With the clock ticking down on his time in office, President Joe Biden announced Jan. 6 that he has permanently protected more than 625 million acres of the U.S. ocean from offshore drilling.
Delaware’s coastline falls within this ban. In all, the area includes the entire eastern U.S. Atlantic coast and the eastern Gulf of Mexico; the Pacific coast along California, Oregon, and Washington; and the remaining portion of the Northern Bering Sea Climate Resilience Area in Alaska.
“My decision reflects what coastal communities, businesses, and beachgoers have known for a long time: that drilling off these coasts could cause irreversible damage to places we hold dear and is unnecessary to meet our nation’s energy needs,” said Biden in a statement announcing the ban.
This isn’t the first action to protect Delaware’s coastline from offshore drilling. Back in 2018, state legislators passed two bills prohibiting oil and natural gas drilling in state waters.
In 2020, then-President Donald Trump banned offshore drilling from North Carolina south to Florida, but that ban was set to expire in 2032. Biden’s ban, which encompasses the same area, has no expiration date.
Nothing in Biden’s ban affects rights under existing leases in the withdrawn areas. There were no existing leases in Delaware waters.
Oceana Campaign Director Joseph Gordon said Biden’s decision is a win for future generations.
“Americans have been calling for these protections for decades, and Oceana applauds President Biden for building on the legacy of Democratic and Republican presidents protecting our coasts from offshore drilling,” said Gordon. “Our coastlines are home to millions of Americans and support billions of dollars of economic activity that depend on a clean coast, abundant wildlife, and thriving fisheries.”
Environmental groups may have praised the decision, but some business groups are questioning it. National Ocean Industries Association President Erik Milito also issued a statement in response to the decision.
“The decision to unilaterally block areas from future offshore oil and gas development is a strategic error, driven not by science or voter mandate, but by political motives. This move directly undermines American energy consumers and jeopardizes the vast benefits tied to a thriving domestic energy sector,” said Milito. “Such moratoriums threaten our economic and national security by creating political barriers to our own resources.”
The recent announcement means that Biden has now conserved more than 670 million acres of U.S. lands, waters, and ocean, which, according to the White House, is more than any president in history.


Task details> Your answer should be an exact copy of the lines from the one holding "The screen is" to the end of the material below, pictures left out.

Dataset records>
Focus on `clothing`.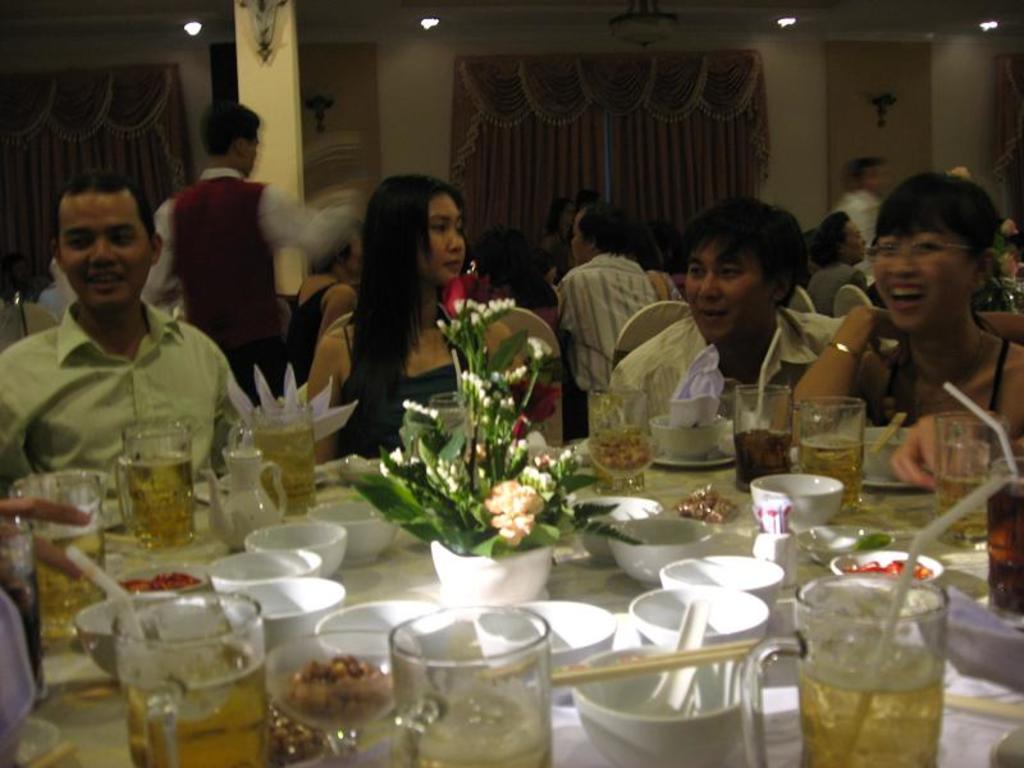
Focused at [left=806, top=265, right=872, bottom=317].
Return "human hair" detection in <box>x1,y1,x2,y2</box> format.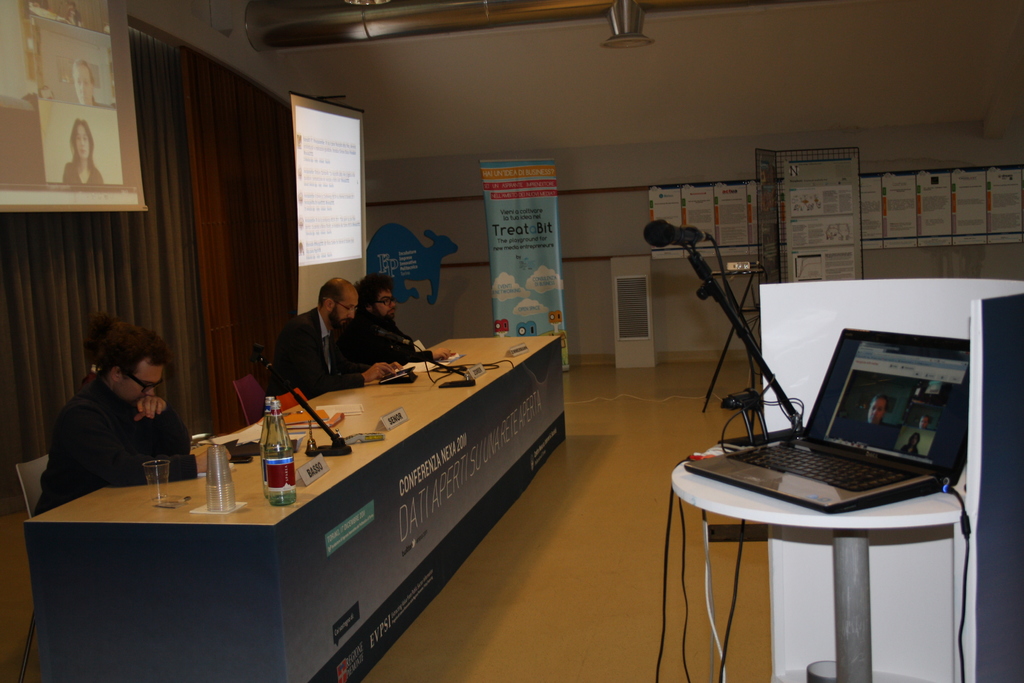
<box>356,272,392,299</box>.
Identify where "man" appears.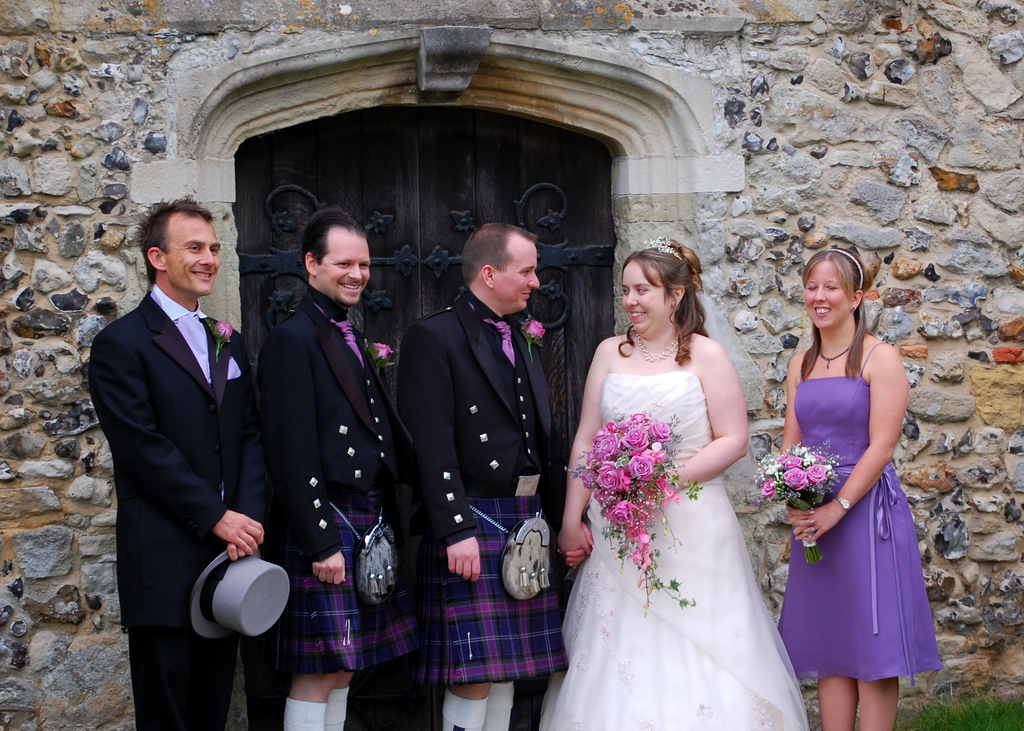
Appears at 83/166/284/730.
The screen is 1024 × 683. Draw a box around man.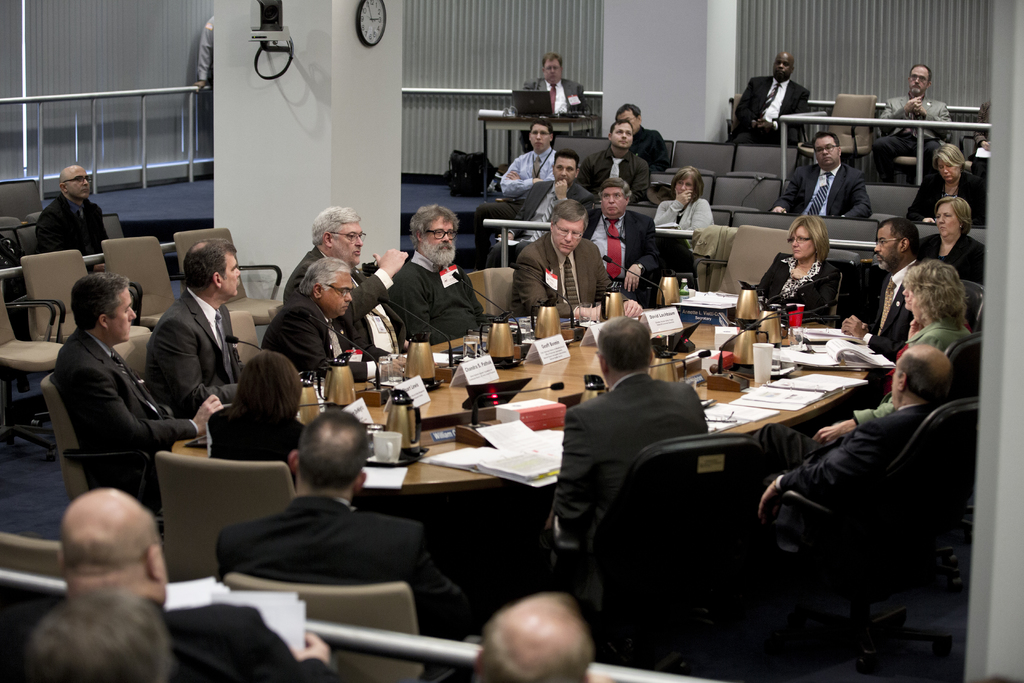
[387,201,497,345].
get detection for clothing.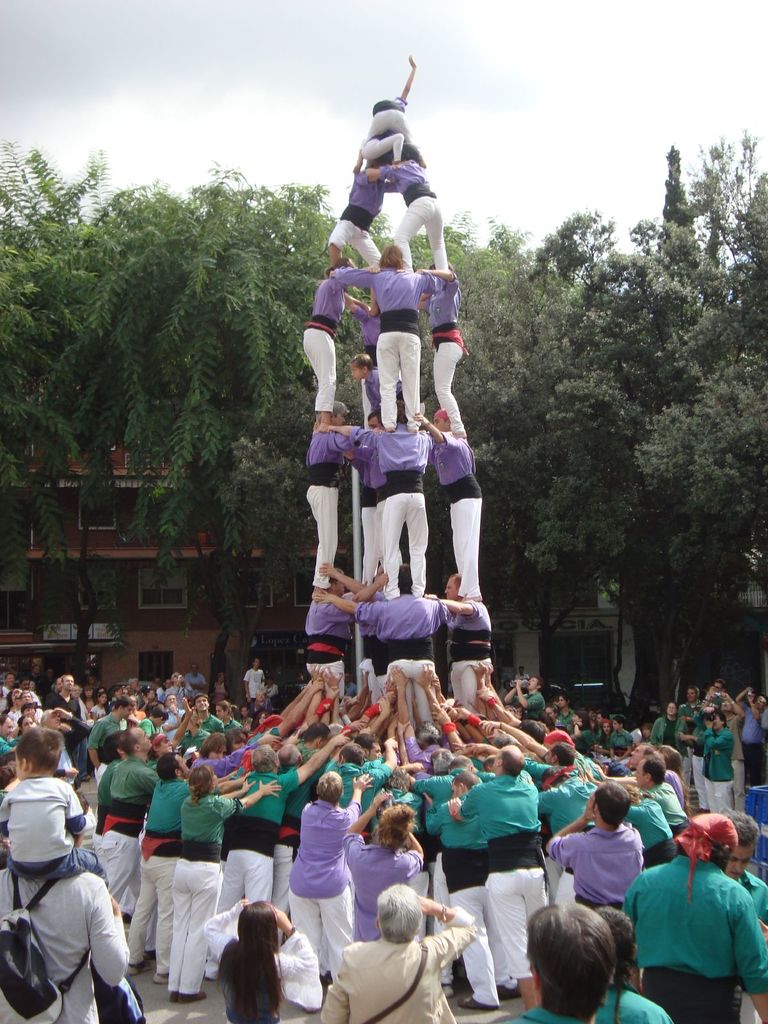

Written response>
The screen is 1024 × 683. Draw a box around man.
[387,201,497,345].
get detection for clothing.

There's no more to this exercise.